**SOURCE INFORMATION**
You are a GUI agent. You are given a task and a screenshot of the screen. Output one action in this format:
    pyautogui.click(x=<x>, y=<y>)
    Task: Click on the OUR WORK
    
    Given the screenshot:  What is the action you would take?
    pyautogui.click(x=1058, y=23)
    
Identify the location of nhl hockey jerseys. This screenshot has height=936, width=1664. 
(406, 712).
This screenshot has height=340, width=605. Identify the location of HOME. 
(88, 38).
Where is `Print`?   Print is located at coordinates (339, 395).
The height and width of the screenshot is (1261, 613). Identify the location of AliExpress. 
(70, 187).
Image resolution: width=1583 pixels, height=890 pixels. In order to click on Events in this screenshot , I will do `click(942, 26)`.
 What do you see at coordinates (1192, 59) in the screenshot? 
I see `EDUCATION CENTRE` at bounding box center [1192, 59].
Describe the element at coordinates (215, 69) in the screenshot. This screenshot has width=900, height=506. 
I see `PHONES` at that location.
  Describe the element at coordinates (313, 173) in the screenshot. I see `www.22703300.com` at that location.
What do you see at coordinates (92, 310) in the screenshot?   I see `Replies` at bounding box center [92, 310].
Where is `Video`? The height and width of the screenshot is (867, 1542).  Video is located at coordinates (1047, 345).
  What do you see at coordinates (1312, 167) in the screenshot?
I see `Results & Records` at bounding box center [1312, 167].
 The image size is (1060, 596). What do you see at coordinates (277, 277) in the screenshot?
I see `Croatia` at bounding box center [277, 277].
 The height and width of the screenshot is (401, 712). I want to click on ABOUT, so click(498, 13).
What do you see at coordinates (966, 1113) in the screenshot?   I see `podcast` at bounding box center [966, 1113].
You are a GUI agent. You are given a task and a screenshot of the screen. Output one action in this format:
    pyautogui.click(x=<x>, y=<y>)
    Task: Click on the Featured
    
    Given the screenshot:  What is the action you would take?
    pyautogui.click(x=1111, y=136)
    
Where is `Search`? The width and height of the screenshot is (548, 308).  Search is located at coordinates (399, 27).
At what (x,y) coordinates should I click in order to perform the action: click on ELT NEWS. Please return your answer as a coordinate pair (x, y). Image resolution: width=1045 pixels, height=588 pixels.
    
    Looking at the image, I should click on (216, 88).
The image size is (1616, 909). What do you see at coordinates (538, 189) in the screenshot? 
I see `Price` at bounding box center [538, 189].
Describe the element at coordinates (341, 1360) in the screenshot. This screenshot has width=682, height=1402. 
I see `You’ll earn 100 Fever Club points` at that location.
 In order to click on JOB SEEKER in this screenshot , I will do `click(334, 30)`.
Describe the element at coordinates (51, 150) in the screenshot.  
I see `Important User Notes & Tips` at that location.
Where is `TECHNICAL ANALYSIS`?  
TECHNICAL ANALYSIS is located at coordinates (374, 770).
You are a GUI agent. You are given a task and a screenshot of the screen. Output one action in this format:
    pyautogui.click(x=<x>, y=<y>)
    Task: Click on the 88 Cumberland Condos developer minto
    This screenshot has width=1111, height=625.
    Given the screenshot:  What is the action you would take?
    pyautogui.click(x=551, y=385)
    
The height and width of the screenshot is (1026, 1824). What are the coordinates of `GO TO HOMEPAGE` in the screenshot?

**WORK ITEM**
Transcribe the lines above precisely, keeping each one unchanged.

**OUTPUT FOR THIS EXERCISE**
You are a GUI agent. You are given a task and a screenshot of the screen. Output one action in this format:
    pyautogui.click(x=<x>, y=<y>)
    Task: Click on the OUR WORK
    
    Given the screenshot:  What is the action you would take?
    pyautogui.click(x=1058, y=23)
    
Identify the location of nhl hockey jerseys. This screenshot has height=936, width=1664. 
(406, 712).
This screenshot has height=340, width=605. Identify the location of HOME. 
(88, 38).
Where is `Print`?   Print is located at coordinates (339, 395).
The height and width of the screenshot is (1261, 613). Identify the location of AliExpress. 
(70, 187).
Image resolution: width=1583 pixels, height=890 pixels. In order to click on Events in this screenshot , I will do `click(942, 26)`.
 What do you see at coordinates (1192, 59) in the screenshot? 
I see `EDUCATION CENTRE` at bounding box center [1192, 59].
Describe the element at coordinates (215, 69) in the screenshot. This screenshot has width=900, height=506. 
I see `PHONES` at that location.
  Describe the element at coordinates (313, 173) in the screenshot. I see `www.22703300.com` at that location.
What do you see at coordinates (92, 310) in the screenshot?   I see `Replies` at bounding box center [92, 310].
Where is `Video`? The height and width of the screenshot is (867, 1542).  Video is located at coordinates (1047, 345).
  What do you see at coordinates (1312, 167) in the screenshot?
I see `Results & Records` at bounding box center [1312, 167].
 The image size is (1060, 596). What do you see at coordinates (277, 277) in the screenshot?
I see `Croatia` at bounding box center [277, 277].
 The height and width of the screenshot is (401, 712). I want to click on ABOUT, so click(498, 13).
What do you see at coordinates (966, 1113) in the screenshot?   I see `podcast` at bounding box center [966, 1113].
You are a GUI agent. You are given a task and a screenshot of the screen. Output one action in this format:
    pyautogui.click(x=<x>, y=<y>)
    Task: Click on the Featured
    
    Given the screenshot:  What is the action you would take?
    pyautogui.click(x=1111, y=136)
    
Where is `Search`? The width and height of the screenshot is (548, 308).  Search is located at coordinates (399, 27).
At what (x,y) coordinates should I click in order to perform the action: click on ELT NEWS. Please return your answer as a coordinate pair (x, y). Image resolution: width=1045 pixels, height=588 pixels.
    
    Looking at the image, I should click on (216, 88).
The image size is (1616, 909). What do you see at coordinates (538, 189) in the screenshot? 
I see `Price` at bounding box center [538, 189].
Describe the element at coordinates (341, 1360) in the screenshot. This screenshot has width=682, height=1402. 
I see `You’ll earn 100 Fever Club points` at that location.
 In order to click on JOB SEEKER in this screenshot , I will do `click(334, 30)`.
Describe the element at coordinates (51, 150) in the screenshot.  
I see `Important User Notes & Tips` at that location.
Where is `TECHNICAL ANALYSIS`?  
TECHNICAL ANALYSIS is located at coordinates (374, 770).
You are a GUI agent. You are given a task and a screenshot of the screen. Output one action in this format:
    pyautogui.click(x=<x>, y=<y>)
    Task: Click on the 88 Cumberland Condos developer minto
    This screenshot has width=1111, height=625.
    Given the screenshot:  What is the action you would take?
    pyautogui.click(x=551, y=385)
    
The height and width of the screenshot is (1026, 1824). What are the coordinates of `GO TO HOMEPAGE` in the screenshot?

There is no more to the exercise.